Happy Father's Day Wherever You Are

Theodore Paull
On Father's Day I'm reminded of my dad and our thirty-one years together. I used to complain about how unfair it was to have had so little time with him, but after chatting with various people about their childhoods, I stopped. I'd rather have had thirty-one years with mine than sixty-two with yours. Hopefully your dad was great too, but I've heard multiple stories about abusive fathers. This is not one of them!

Although he never hit me, he could snap me into line with a look  for it was critical not to disappoint him. Unlike most children today, I had fear mixed with respect when it came to my father. When I became a parent, he told me, "Don't ever hit your children, but don't ever let them think you won't." Yep. He had me fooled.

Dad had a funny side too. Having grown up during the depression era, no one spent money on luxuries such as getting one's teeth straightened; so, Dad enjoyed making us laugh by squinting his eyes and showing his skinny little teeth with spaces between each one. Still, I couldn't wait for my handsome daddy to come home each night. My siblings and I listened for the groan of the garage door followed by a steady bump, bump, bump up the staircase. We'd charge out of bed to hug Dad who would remove his sports coat and replace it with his worn, blue terrycloth robe. I loved when Dad put me in bed because he'd tuck me in with a series of geeks, ya it was goofy but so was Dad at times. Although my kids' memories of my father are sketchy or absent, they know what geeking is all about.

He hated this picture but I love it!
Dad loved to tell pop corn, such as how his classmates nicknamed him Tadpole. A teacher with a thick German accent called attendance: Ted Paull came out sounding like tadpole, and the name stuck. Dad had his own nickname for me BooBoo, and my sibs had their fun with theories of where that name came from.

A cornier pop corn came from Dad's boyhood walk to school down Flora Place. Every morning the neighbors would lean out their windows and sing, "Theodora don't spit on the flora." Fertilize the lawn with that story, which always sounded best coming from Dad.
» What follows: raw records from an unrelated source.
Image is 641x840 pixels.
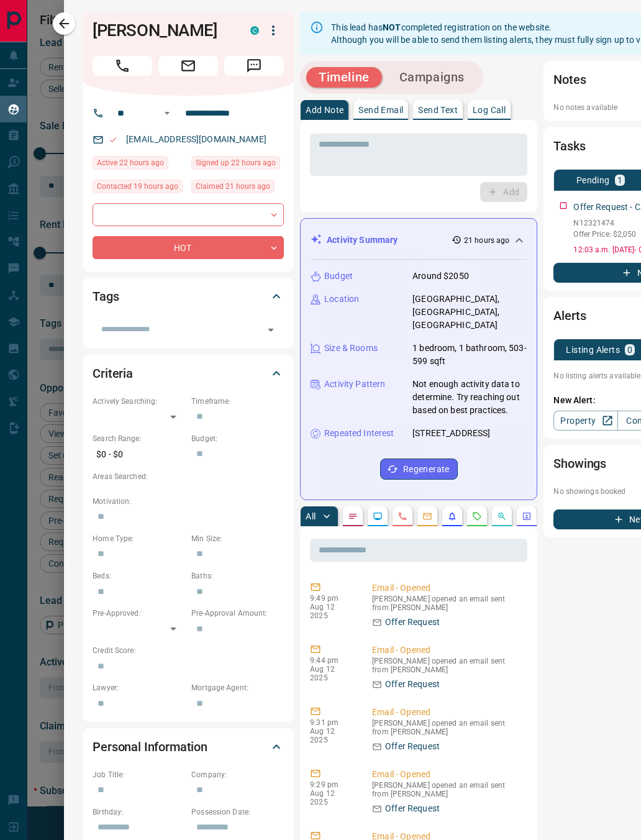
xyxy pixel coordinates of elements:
[348,511,358,521] svg: Notes
[307,67,382,88] button: Timeline
[358,106,403,115] p: Send Email
[191,806,284,818] p: Possession Date:
[418,106,458,115] p: Send Text
[126,134,267,144] a: [EMAIL_ADDRESS][DOMAIN_NAME]
[92,286,118,306] h2: Tags
[191,608,284,619] p: Pre-Approval Amount:
[310,718,354,727] p: 9:31 pm
[92,358,284,388] div: Criteria
[250,26,259,34] div: condos.ca
[306,106,343,115] p: Add Note
[262,321,280,339] button: Open
[109,136,118,144] svg: Email Valid
[574,217,637,229] p: N12321474
[385,802,440,815] p: Offer Request
[464,235,510,246] p: 21 hours ago
[327,234,397,247] p: Activity Summary
[372,781,523,798] p: [PERSON_NAME] opened an email sent from [PERSON_NAME]
[372,656,523,674] p: [PERSON_NAME] opened an email sent from [PERSON_NAME]
[554,411,618,430] a: Property
[310,665,354,682] p: Aug 12 2025
[191,156,284,173] div: Mon Aug 11 2025
[92,56,152,76] span: Call
[191,180,284,197] div: Tue Aug 12 2025
[92,806,185,818] p: Birthday:
[554,306,586,325] h2: Alerts
[97,180,178,193] span: Contacted 19 hours ago
[412,292,527,332] p: [GEOGRAPHIC_DATA], [GEOGRAPHIC_DATA], [GEOGRAPHIC_DATA]
[92,644,284,656] p: Credit Score:
[385,740,440,753] p: Offer Request
[224,56,284,76] span: Message
[380,459,458,480] button: Regenerate
[397,511,408,521] svg: Calls
[473,106,506,115] p: Log Call
[497,511,507,521] svg: Opportunities
[372,644,523,656] p: Email - Opened
[310,727,354,744] p: Aug 12 2025
[92,396,185,407] p: Actively Searching:
[191,682,284,693] p: Mortgage Agent:
[191,818,275,837] input: Choose date
[191,433,284,444] p: Budget:
[522,511,532,521] svg: Agent Actions
[383,22,401,32] strong: NOT
[196,157,276,169] span: Signed up 22 hours ago
[372,706,523,719] p: Email - Opened
[325,378,385,390] p: Activity Pattern
[554,70,586,89] h2: Notes
[472,511,482,521] svg: Requests
[577,176,610,184] p: Pending
[385,615,440,629] p: Offer Request
[306,512,316,521] p: All
[412,378,527,417] p: Not enough activity data to determine. Try reaching out based on best practices.
[160,106,175,121] button: Open
[92,495,284,507] p: Motivation:
[310,593,354,602] p: 9:49 pm
[628,345,633,354] p: 0
[325,270,353,282] p: Budget
[574,229,637,240] p: Offer Price: $2,050
[196,180,271,193] span: Claimed 21 hours ago
[92,281,284,311] div: Tags
[191,769,284,780] p: Company:
[97,157,164,169] span: Active 22 hours ago
[423,511,433,521] svg: Emails
[158,56,218,76] span: Email
[325,342,378,354] p: Size & Rooms
[554,453,607,474] h2: Showings
[385,677,440,691] p: Offer Request
[92,570,185,581] p: Beds:
[92,608,185,619] p: Pre-Approved:
[310,789,354,806] p: Aug 12 2025
[325,292,359,306] p: Location
[373,511,383,521] svg: Lead Browsing Activity
[191,533,284,544] p: Min Size:
[372,594,523,611] p: [PERSON_NAME] opened an email sent from [PERSON_NAME]
[92,20,232,40] h1: [PERSON_NAME]
[92,533,185,544] p: Home Type:
[566,345,620,354] p: Listing Alerts
[310,602,354,620] p: Aug 12 2025
[92,156,185,173] div: Mon Aug 11 2025
[310,780,354,789] p: 9:29 pm
[372,767,523,781] p: Email - Opened
[554,136,586,156] h2: Tasks
[92,731,284,761] div: Personal Information
[412,270,469,282] p: Around $2050
[92,236,284,259] div: HOT
[310,229,527,252] div: Activity Summary21 hours ago
[92,433,185,444] p: Search Range:
[92,180,185,197] div: Tue Aug 12 2025
[191,396,284,407] p: Timeframe:
[92,769,185,780] p: Job Title:
[448,511,457,521] svg: Listing Alerts
[387,67,478,88] button: Campaigns
[372,719,523,736] p: [PERSON_NAME] opened an email sent from [PERSON_NAME]
[412,342,527,368] p: 1 bedroom, 1 bathroom, 503-599 sqft
[372,581,523,594] p: Email - Opened
[92,444,185,465] p: $0 - $0
[310,656,354,665] p: 9:44 pm
[92,682,185,693] p: Lawyer:
[618,176,623,184] p: 1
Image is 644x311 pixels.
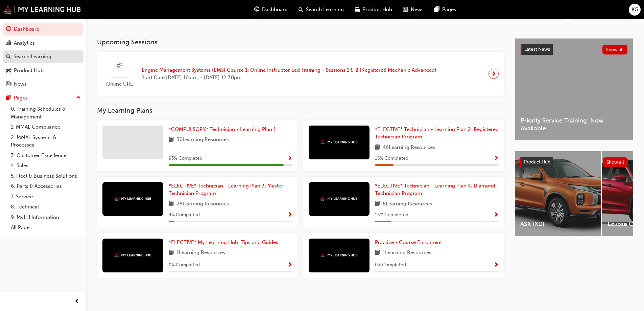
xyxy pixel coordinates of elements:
[6,26,11,32] span: guage-icon
[169,136,174,144] span: book-icon
[493,212,498,218] span: Show Progress
[375,239,442,245] span: Practice - Course Enrolment
[524,159,550,165] span: Product Hub
[382,143,435,152] span: 46 Learning Resources
[169,211,200,219] span: 4 % Completed
[6,68,11,74] span: car-icon
[375,261,406,269] span: 0 % Completed
[8,160,84,171] a: 4. Sales
[114,196,152,201] img: mmal
[3,92,84,104] button: Pages
[515,38,633,140] a: Latest NewsShow allPriority Service Training: Now Available!
[520,157,628,168] a: Product HubShow all
[6,95,11,101] span: pages-icon
[3,37,84,49] a: Analytics
[602,45,628,54] button: Show all
[520,44,627,55] a: Latest NewsShow all
[74,297,79,306] span: prev-icon
[287,211,293,219] button: Show Progress
[320,196,357,201] img: mmal
[3,5,81,14] img: mmal
[6,40,11,46] span: chart-icon
[375,143,380,152] span: book-icon
[493,262,498,268] span: Show Progress
[375,211,408,219] span: 13 % Completed
[177,248,225,257] span: 1 Learning Resources
[375,200,380,208] span: book-icon
[602,157,628,167] button: Show all
[102,80,136,88] span: Online URL
[306,6,344,14] span: Search Learning
[493,156,498,162] span: Show Progress
[177,136,229,144] span: 30 Learning Resources
[254,5,259,14] span: guage-icon
[8,171,84,181] a: 5. Fleet & Business Solutions
[293,3,349,16] a: search-iconSearch Learning
[493,261,498,269] button: Show Progress
[14,94,28,102] div: Pages
[524,46,550,52] span: Latest News
[8,191,84,202] a: 7. Service
[287,262,293,268] span: Show Progress
[97,106,504,114] h3: My Learning Plans
[493,154,498,163] button: Show Progress
[349,3,398,16] a: car-iconProduct Hub
[14,39,35,47] div: Analytics
[169,126,276,132] span: *COMPULSORY* Technician - Learning Plan 1
[14,67,44,74] div: Product Hub
[320,140,357,144] img: mmal
[8,150,84,161] a: 3. Customer Excellence
[628,4,640,16] button: KG
[382,200,432,208] span: 8 Learning Resources
[169,248,174,257] span: book-icon
[262,6,288,14] span: Dashboard
[355,5,360,14] span: car-icon
[76,93,81,102] span: up-icon
[8,132,84,150] a: 2. MMAL Systems & Processes
[429,3,461,16] a: pages-iconPages
[320,253,357,258] img: mmal
[249,3,293,16] a: guage-iconDashboard
[14,80,27,88] div: News
[169,154,203,162] span: 93 % Completed
[375,248,380,257] span: book-icon
[375,182,498,197] a: *ELECTIVE* Technician - Learning Plan 4: Diamond Technician Program
[3,50,84,63] a: Search Learning
[117,62,122,70] span: sessionType_ONLINE_URL-icon
[491,69,496,79] span: next-icon
[114,253,152,258] img: mmal
[403,5,408,14] span: news-icon
[287,261,293,269] button: Show Progress
[141,66,436,74] span: Engine Management Systems (EMS) Course 1: Online Instructor Led Training - Sessions 1 & 2 (Regist...
[375,126,498,140] span: *ELECTIVE* Technician - Learning Plan 2: Registered Technician Program
[382,248,431,257] span: 1 Learning Resources
[169,200,174,208] span: book-icon
[375,126,498,141] a: *ELECTIVE* Technician - Learning Plan 2: Registered Technician Program
[287,154,293,163] button: Show Progress
[169,261,200,269] span: 0 % Completed
[287,156,293,162] span: Show Progress
[3,21,84,92] button: DashboardAnalyticsSearch LearningProduct HubNews
[6,54,11,60] span: search-icon
[375,238,445,246] a: Practice - Course Enrolment
[520,220,596,228] span: ASX (XD)
[631,6,638,14] span: KG
[493,211,498,219] button: Show Progress
[375,154,408,162] span: 15 % Completed
[515,151,601,236] a: ASX (XD)
[3,64,84,77] a: Product Hub
[177,200,229,208] span: 28 Learning Resources
[14,53,52,61] div: Search Learning
[375,183,495,196] span: *ELECTIVE* Technician - Learning Plan 4: Diamond Technician Program
[169,126,278,133] a: *COMPULSORY* Technician - Learning Plan 1
[141,74,436,81] span: Start Date: [DATE] 10am , - [DATE] 12:30pm
[298,5,303,14] span: search-icon
[8,212,84,222] a: 9. MyLH Information
[102,57,498,90] a: Online URLEngine Management Systems (EMS) Course 1: Online Instructor Led Training - Sessions 1 &...
[3,78,84,90] a: News
[6,81,11,87] span: news-icon
[362,6,392,14] span: Product Hub
[435,5,440,14] span: pages-icon
[287,212,293,218] span: Show Progress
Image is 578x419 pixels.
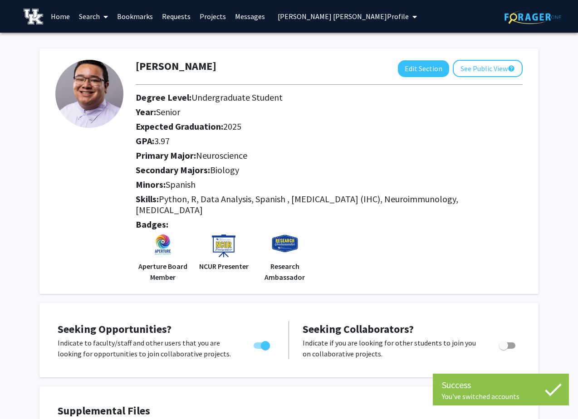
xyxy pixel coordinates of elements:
span: [PERSON_NAME] [PERSON_NAME] Profile [278,12,409,21]
p: NCUR Presenter [199,261,249,272]
span: Neuroscience [196,150,247,161]
p: Aperture Board Member [136,261,190,283]
h2: Primary Major: [136,150,523,161]
span: Senior [156,106,180,118]
span: Seeking Collaborators? [303,322,414,336]
img: research_ambassador.png [271,234,299,261]
img: Profile Picture [55,60,123,128]
div: Success [442,378,560,392]
p: Indicate if you are looking for other students to join you on collaborative projects. [303,338,482,359]
img: aperture_board_member.png [149,234,176,261]
span: Biology [210,164,239,176]
h2: Year: [136,107,508,118]
iframe: Chat [7,378,39,412]
button: See Public View [453,60,523,77]
a: Projects [195,0,230,32]
span: 3.97 [154,135,170,147]
div: Toggle [495,338,520,351]
img: NCUR_presenter.png [210,234,237,261]
span: Spanish [166,179,196,190]
a: Bookmarks [113,0,157,32]
a: Search [74,0,113,32]
img: University of Kentucky Logo [24,9,43,24]
div: Toggle [250,338,275,351]
a: Home [46,0,74,32]
h2: Secondary Majors: [136,165,523,176]
button: Edit Section [398,60,449,77]
p: Research Ambassador [258,261,312,283]
p: Indicate to faculty/staff and other users that you are looking for opportunities to join collabor... [58,338,236,359]
h2: GPA: [136,136,508,147]
span: Python, R, Data Analysis, Spanish , [MEDICAL_DATA] (IHC), Neuroimmunology, [MEDICAL_DATA] [136,193,458,216]
div: You've switched accounts [442,392,560,401]
span: Seeking Opportunities? [58,322,171,336]
span: 2025 [223,121,241,132]
mat-icon: help [508,63,515,74]
h1: [PERSON_NAME] [136,60,216,73]
a: Requests [157,0,195,32]
img: ForagerOne Logo [504,10,561,24]
h4: Supplemental Files [58,405,520,418]
h2: Badges: [136,219,523,230]
h2: Minors: [136,179,523,190]
h2: Skills: [136,194,523,216]
span: Undergraduate Student [191,92,283,103]
h2: Expected Graduation: [136,121,508,132]
a: Messages [230,0,269,32]
h2: Degree Level: [136,92,508,103]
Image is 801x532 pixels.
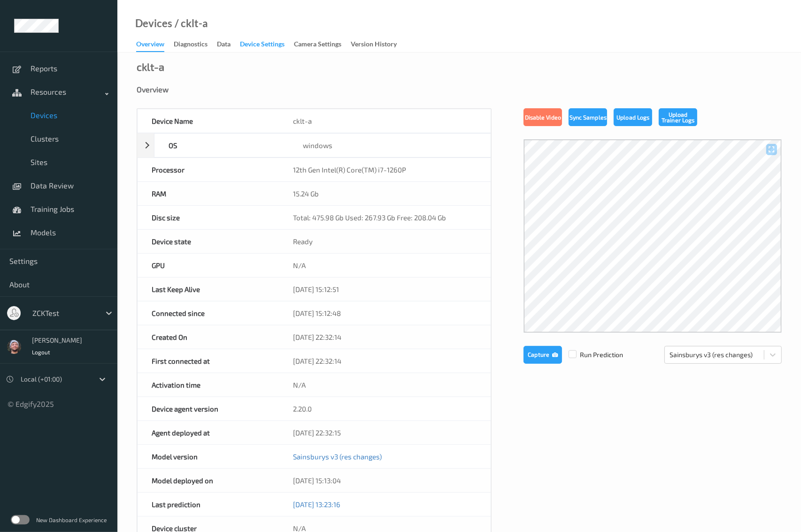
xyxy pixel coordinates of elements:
div: Last Keep Alive [138,278,279,301]
div: [DATE] 22:32:15 [279,421,491,445]
div: [DATE] 15:12:48 [279,302,491,325]
div: Agent deployed at [138,421,279,445]
div: 15.24 Gb [279,182,491,205]
div: Activation time [138,373,279,396]
div: Model version [138,445,279,468]
div: windows [289,134,491,157]
div: Created On [138,325,279,349]
a: Data [217,38,240,51]
a: Overview [136,38,174,52]
button: Upload Trainer Logs [659,108,697,126]
div: / cklt-a [173,19,208,28]
div: Overview [136,40,164,52]
div: OS [154,134,289,157]
div: Device Name [138,109,279,133]
div: Connected since [138,302,279,325]
div: Total: 475.98 Gb Used: 267.93 Gb Free: 208.04 Gb [279,206,491,229]
div: 12th Gen Intel(R) Core(TM) i7-1260P [279,158,491,182]
button: Capture [523,346,562,364]
a: Devices [135,19,173,28]
div: [DATE] 22:32:14 [279,350,491,373]
div: cklt-a [279,109,491,133]
div: Device state [138,230,279,254]
div: Model deployed on [138,469,279,492]
div: 2.20.0 [279,397,491,421]
div: OSwindows [137,134,491,158]
div: RAM [138,182,279,205]
div: N/A [279,254,491,277]
div: [DATE] 15:13:04 [279,469,491,492]
span: Run Prediction [562,350,623,360]
a: Device Settings [240,38,294,51]
button: Disable Video [523,108,562,126]
div: [DATE] 15:12:51 [279,278,491,301]
div: First connected at [138,350,279,373]
a: Camera Settings [294,38,350,51]
a: Diagnostics [174,38,217,51]
div: Device Settings [240,40,285,51]
div: Camera Settings [294,40,341,51]
div: Overview [136,85,782,95]
div: [DATE] 22:32:14 [279,325,491,349]
div: Data [217,40,230,51]
button: Sync Samples [569,108,607,126]
div: Diagnostics [174,40,207,51]
a: [DATE] 13:23:16 [293,500,340,509]
div: Disc size [138,206,279,229]
a: Version History [350,38,406,51]
div: cklt-a [136,62,164,71]
a: Sainsburys v3 (res changes) [293,453,381,461]
button: Upload Logs [614,108,652,126]
div: Version History [350,40,397,51]
div: Ready [279,230,491,254]
div: N/A [279,373,491,396]
div: GPU [138,254,279,277]
div: Processor [138,158,279,182]
div: Last prediction [138,493,279,517]
div: Device agent version [138,397,279,421]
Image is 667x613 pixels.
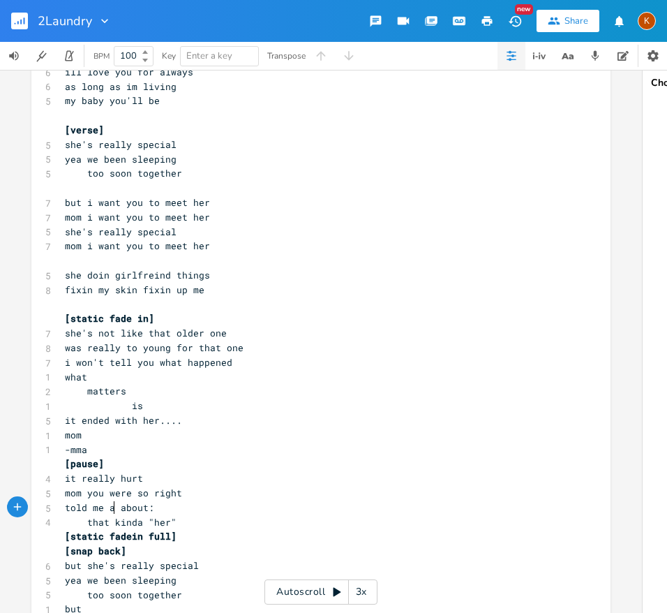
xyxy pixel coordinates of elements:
span: as long as im living [65,80,177,93]
span: she's not like that older one [65,327,227,339]
div: Key [162,52,176,60]
div: 3x [349,580,374,605]
div: Kat [638,12,656,30]
span: she's really special [65,226,177,238]
span: [snap back] [65,545,126,557]
span: too soon together [65,167,182,179]
span: she's really special [65,138,177,151]
span: mom you were so right [65,487,182,499]
span: fixin my skin fixin up me [65,283,205,296]
span: mom i want you to meet her [65,239,210,252]
span: -mma [65,443,87,456]
span: [verse] [65,124,104,136]
span: yea we been sleeping [65,574,177,587]
span: [static fade in] [65,312,154,325]
button: Share [537,10,600,32]
span: told me a about: [65,501,154,514]
button: K [638,5,656,37]
span: mom [65,429,82,441]
span: ill love you for always [65,66,193,78]
span: she doin girlfreind things [65,269,210,281]
div: Transpose [267,52,306,60]
div: New [515,4,533,15]
span: 2Laundry [38,15,92,27]
span: but she's really special [65,559,199,572]
span: mom i want you to meet her [65,211,210,223]
span: [pause] [65,457,104,470]
span: my baby you'll be [65,94,160,107]
span: too soon together [65,589,182,601]
span: it really hurt [65,472,143,485]
button: New [501,8,529,34]
span: it ended with her.... [65,414,182,427]
span: matters [65,385,126,397]
span: is [65,399,143,412]
span: [static fadein full] [65,530,177,543]
span: but i want you to meet her [65,196,210,209]
div: BPM [94,52,110,60]
span: yea we been sleeping [65,153,177,165]
div: Share [565,15,589,27]
span: Enter a key [186,50,233,62]
span: what [65,371,87,383]
span: was really to young for that one [65,341,244,354]
span: i won't tell you what happened [65,356,233,369]
div: Autoscroll [265,580,378,605]
span: that kinda "her" [65,516,177,529]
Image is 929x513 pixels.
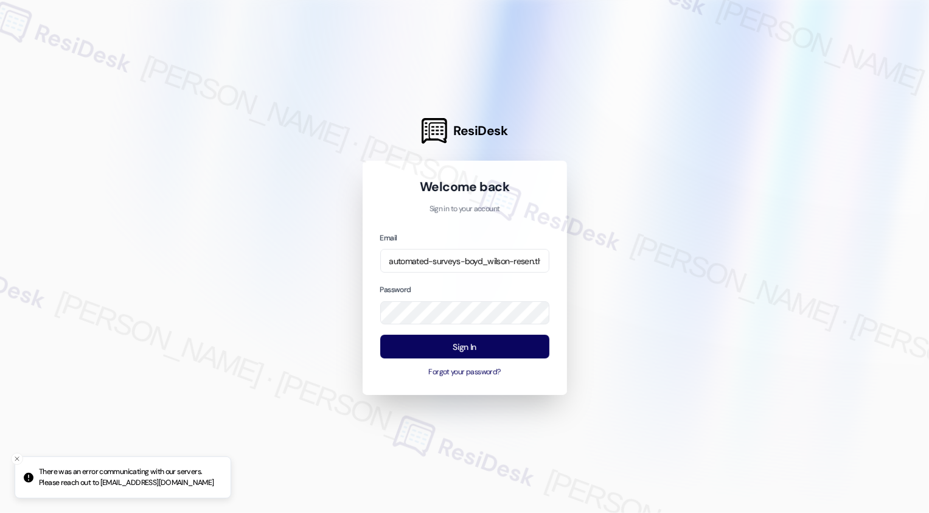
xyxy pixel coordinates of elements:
button: Close toast [11,453,23,465]
p: Sign in to your account [380,204,549,215]
span: ResiDesk [453,122,507,139]
label: Password [380,285,411,294]
input: name@example.com [380,249,549,273]
h1: Welcome back [380,178,549,195]
button: Sign In [380,335,549,358]
label: Email [380,233,397,243]
button: Forgot your password? [380,367,549,378]
p: There was an error communicating with our servers. Please reach out to [EMAIL_ADDRESS][DOMAIN_NAME] [39,467,221,488]
img: ResiDesk Logo [422,118,447,144]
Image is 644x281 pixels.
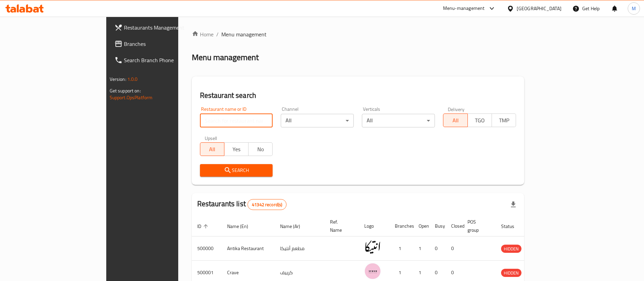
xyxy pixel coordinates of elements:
span: Search Branch Phone [124,56,209,64]
td: Antika Restaurant [222,236,275,261]
span: Restaurants Management [124,23,209,31]
th: Logo [359,215,389,236]
span: Ref. Name [330,218,351,234]
td: 0 [429,236,446,261]
td: 1 [389,236,413,261]
div: HIDDEN [501,245,521,253]
button: TMP [492,113,516,127]
span: Version: [110,75,126,83]
th: Closed [446,215,462,236]
label: Upsell [205,135,217,140]
button: Search [200,164,273,177]
button: No [248,142,273,156]
div: [GEOGRAPHIC_DATA] [517,5,562,12]
span: Search [205,166,267,174]
span: Name (Ar) [280,222,309,230]
th: Busy [429,215,446,236]
td: 0 [446,236,462,261]
td: 1 [413,236,429,261]
span: All [203,144,222,154]
span: Menu management [221,30,266,38]
span: All [446,115,465,125]
div: All [362,114,435,128]
img: Crave [364,262,381,280]
span: POS group [468,218,488,234]
span: HIDDEN [501,245,521,253]
li: / [216,30,219,38]
nav: breadcrumb [192,30,525,38]
a: Restaurants Management [109,19,214,36]
div: Export file [505,196,521,213]
span: 41342 record(s) [248,201,286,208]
h2: Restaurants list [197,199,287,210]
span: HIDDEN [501,269,521,277]
span: TMP [495,115,513,125]
button: All [443,113,468,127]
span: No [251,144,270,154]
h2: Menu management [192,52,259,63]
a: Support.OpsPlatform [110,93,153,102]
div: All [281,114,354,128]
span: ID [197,222,210,230]
span: Get support on: [110,86,141,95]
span: Yes [227,144,246,154]
div: Menu-management [443,5,485,13]
a: Search Branch Phone [109,52,214,68]
button: All [200,142,225,156]
th: Branches [389,215,413,236]
span: 1.0.0 [128,75,138,83]
a: Branches [109,36,214,52]
h2: Restaurant search [200,90,516,101]
input: Search for restaurant name or ID.. [200,114,273,128]
img: Antika Restaurant [364,238,381,255]
span: Status [501,222,523,230]
button: Yes [224,142,249,156]
span: Name (En) [227,222,257,230]
th: Open [413,215,429,236]
td: مطعم أنتيكا [275,236,325,261]
span: Branches [124,40,209,48]
button: TGO [468,113,492,127]
span: M [632,5,636,12]
label: Delivery [448,107,465,112]
span: TGO [470,115,489,125]
div: Total records count [248,199,286,210]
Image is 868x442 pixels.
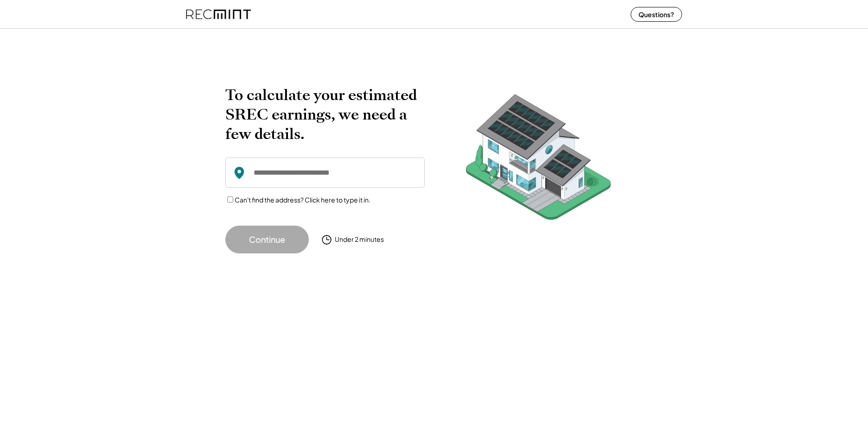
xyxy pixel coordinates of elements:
[448,85,629,234] img: RecMintArtboard%207.png
[226,85,425,144] h2: To calculate your estimated SREC earnings, we need a few details.
[186,2,251,26] img: recmint-logotype%403x%20%281%29.jpeg
[235,196,370,204] label: Can't find the address? Click here to type it in.
[226,226,308,254] button: Continue
[335,235,384,245] div: Under 2 minutes
[631,7,682,22] button: Questions?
When an earthquake shook our house, Dad hollered, "Florence [my mother]! Quit jumping around up there!" But don't think he didn't care deeply for her. He showed his love and devotion through constant care for Mom when she became ill. He quit working and socializing to be by her bedside while she lay unconscious in an Iowa hospital. Refusing to leave her side, his stress became evident when he lost control of his Diabetes. Mom's health improved while Dad died of "total system failure" in 1993.

I miss my daddy on Father's Day and every day, but I have been blessed to have married a kind man who is much like my dad.